- Your objective -
Although pictures appear in the data, the answer should contain only the lines from its start through the line with "Image resolution: width=1000", written out exactly.
[[ Data extracts open ]]
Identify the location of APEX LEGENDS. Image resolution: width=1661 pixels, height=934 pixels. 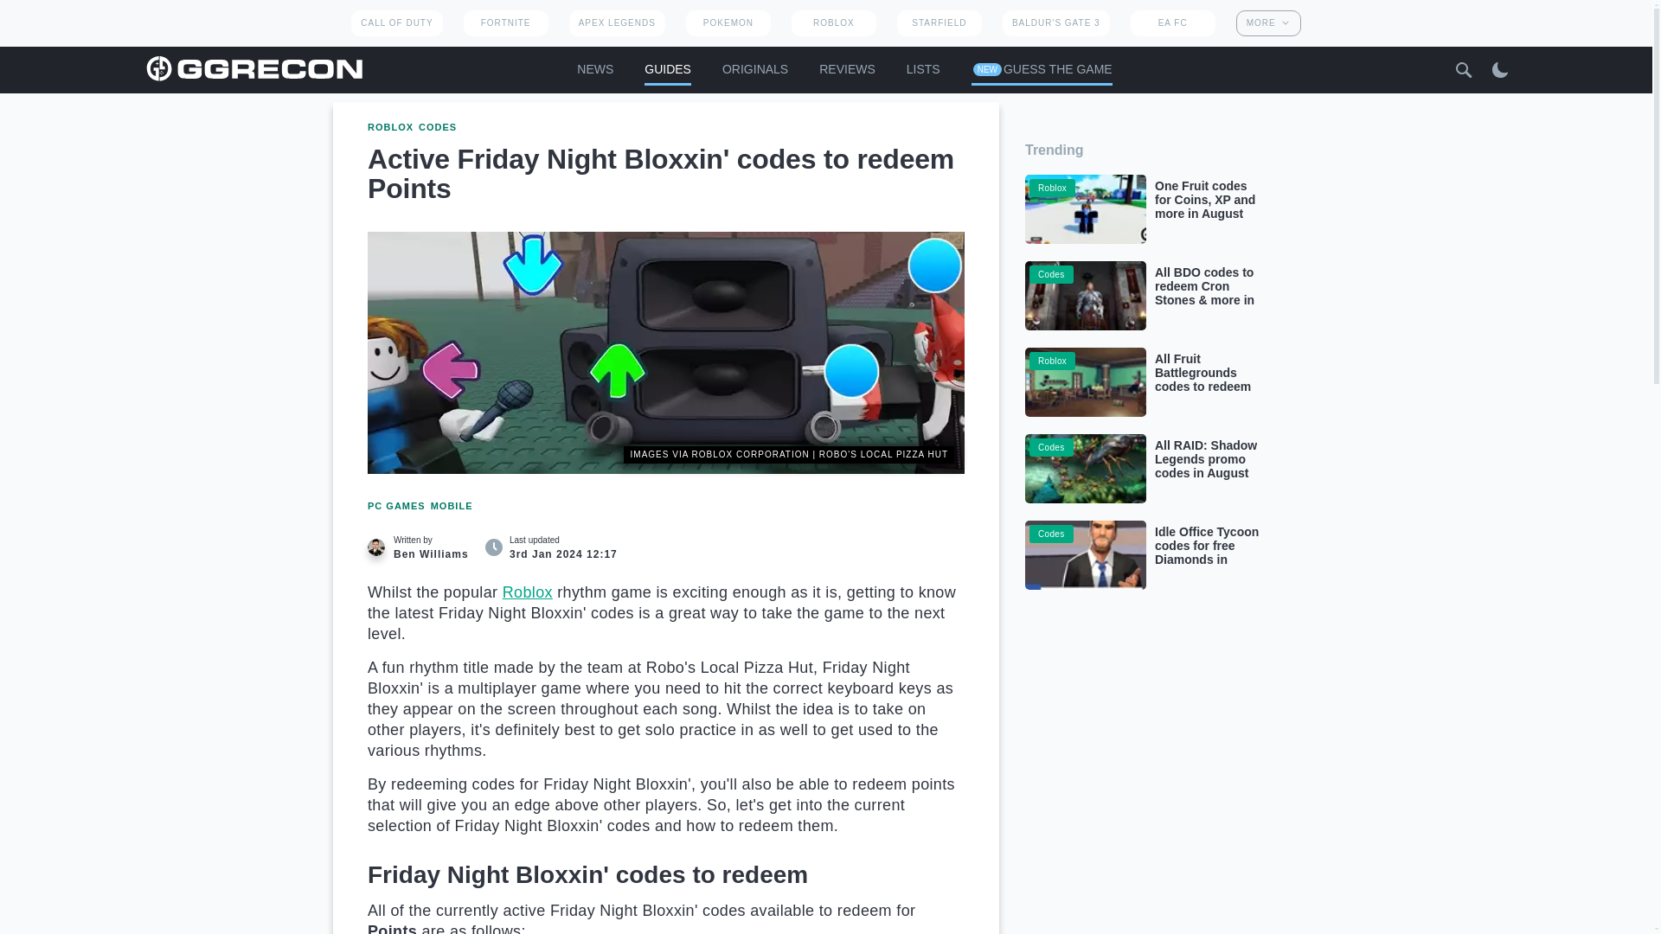
(618, 22).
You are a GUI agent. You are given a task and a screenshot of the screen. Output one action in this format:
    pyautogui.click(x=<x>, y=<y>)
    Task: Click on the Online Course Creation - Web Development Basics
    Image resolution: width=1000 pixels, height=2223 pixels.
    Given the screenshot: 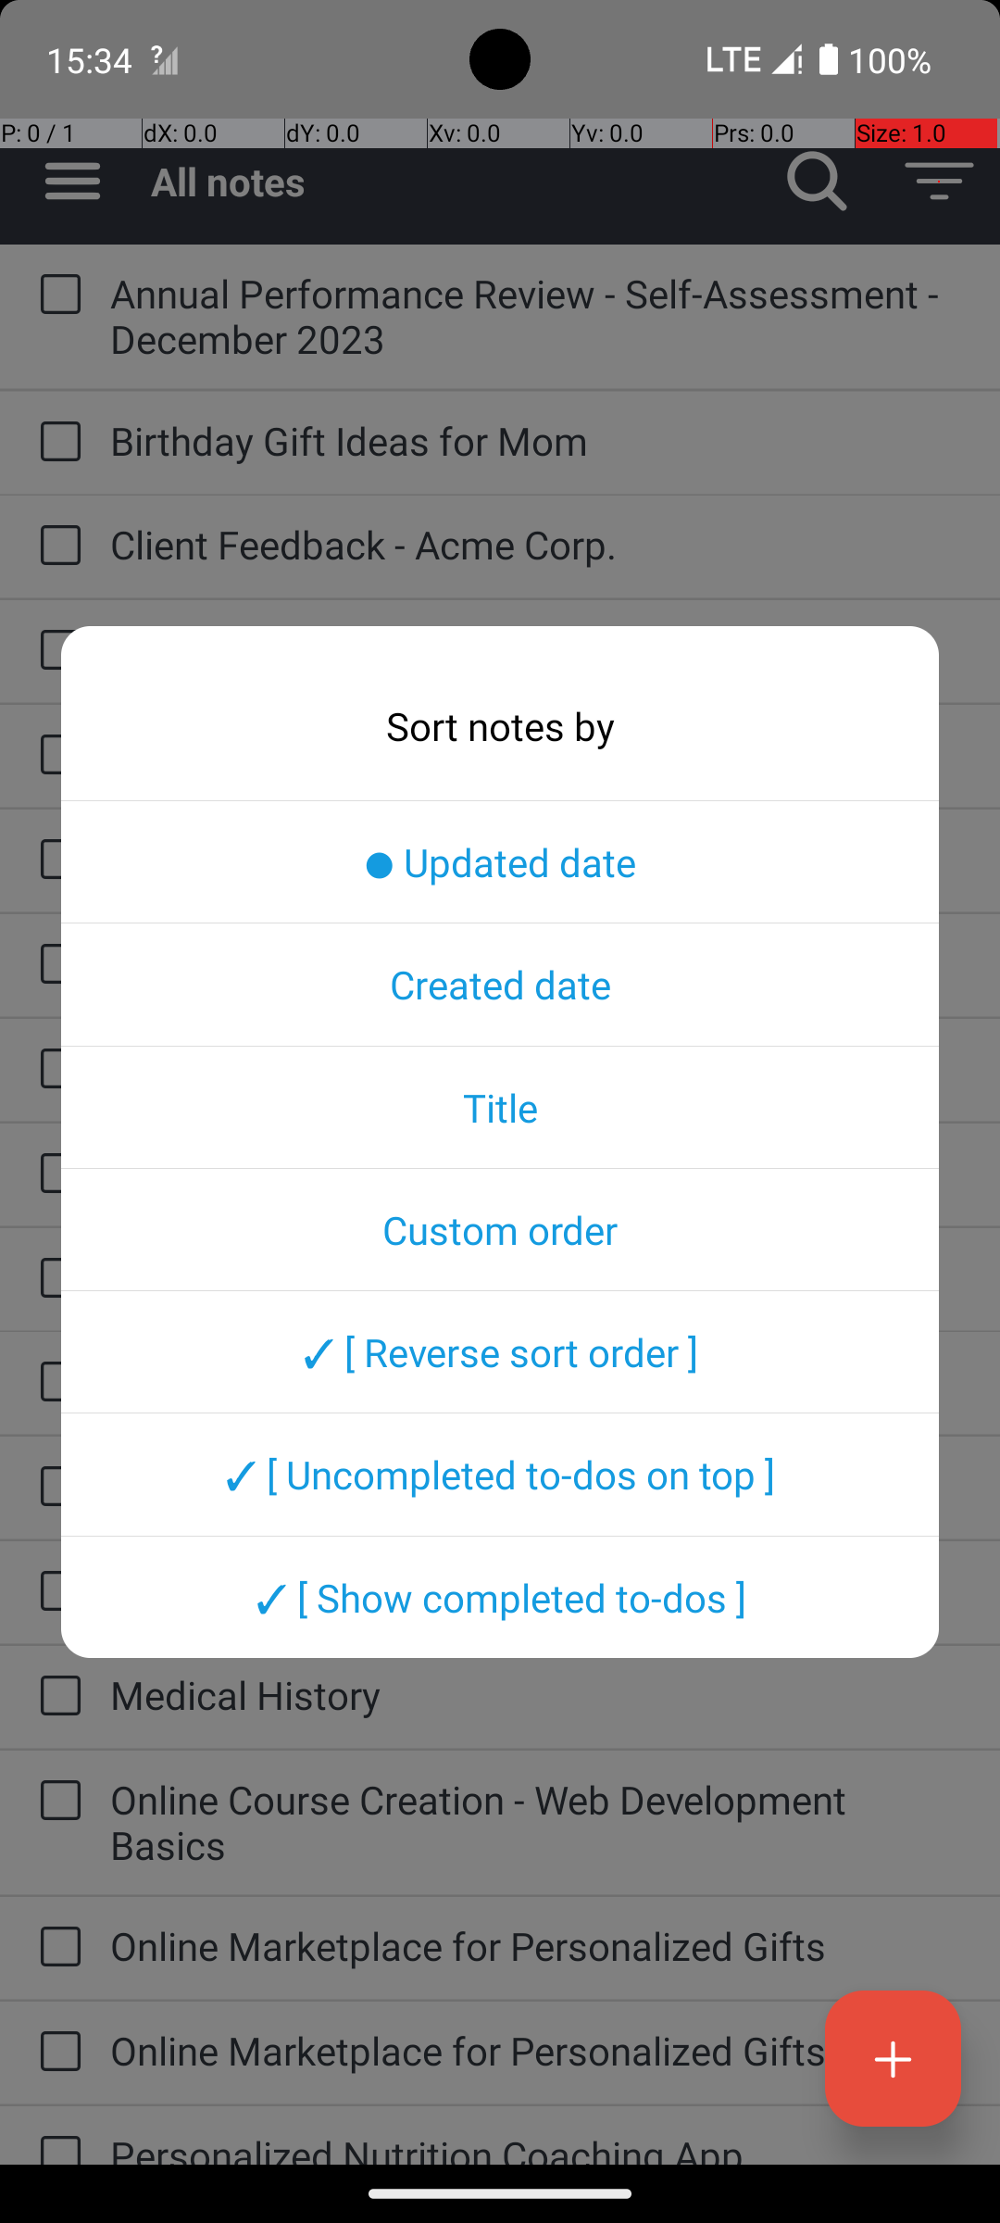 What is the action you would take?
    pyautogui.click(x=537, y=1822)
    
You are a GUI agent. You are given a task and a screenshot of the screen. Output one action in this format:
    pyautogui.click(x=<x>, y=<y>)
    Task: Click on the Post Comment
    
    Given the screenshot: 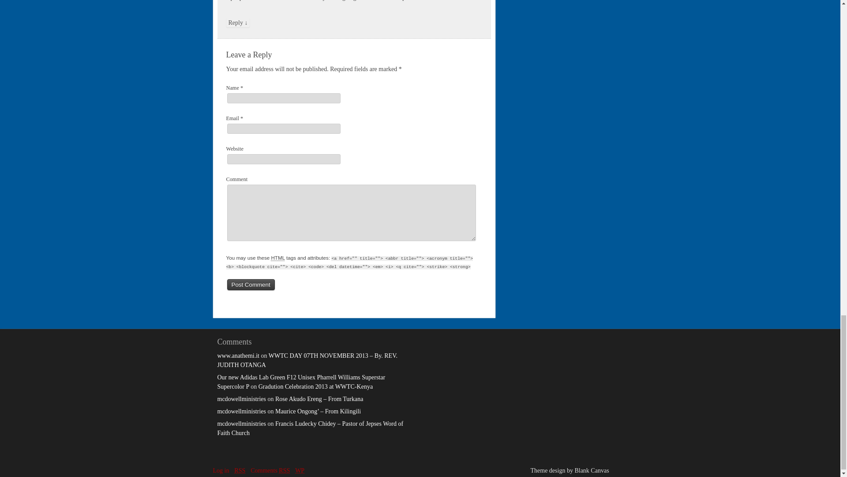 What is the action you would take?
    pyautogui.click(x=251, y=284)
[[ Data extracts closed ]]
- Task response -
Identify the location of APEX LEGENDS. Image resolution: width=1661 pixels, height=934 pixels. 
(618, 22).
You are a GUI agent. You are given a task and a screenshot of the screen. Output one action in this format:
    pyautogui.click(x=<x>, y=<y>)
    Task: Click on the Online Course Creation - Web Development Basics
    Image resolution: width=1000 pixels, height=2223 pixels.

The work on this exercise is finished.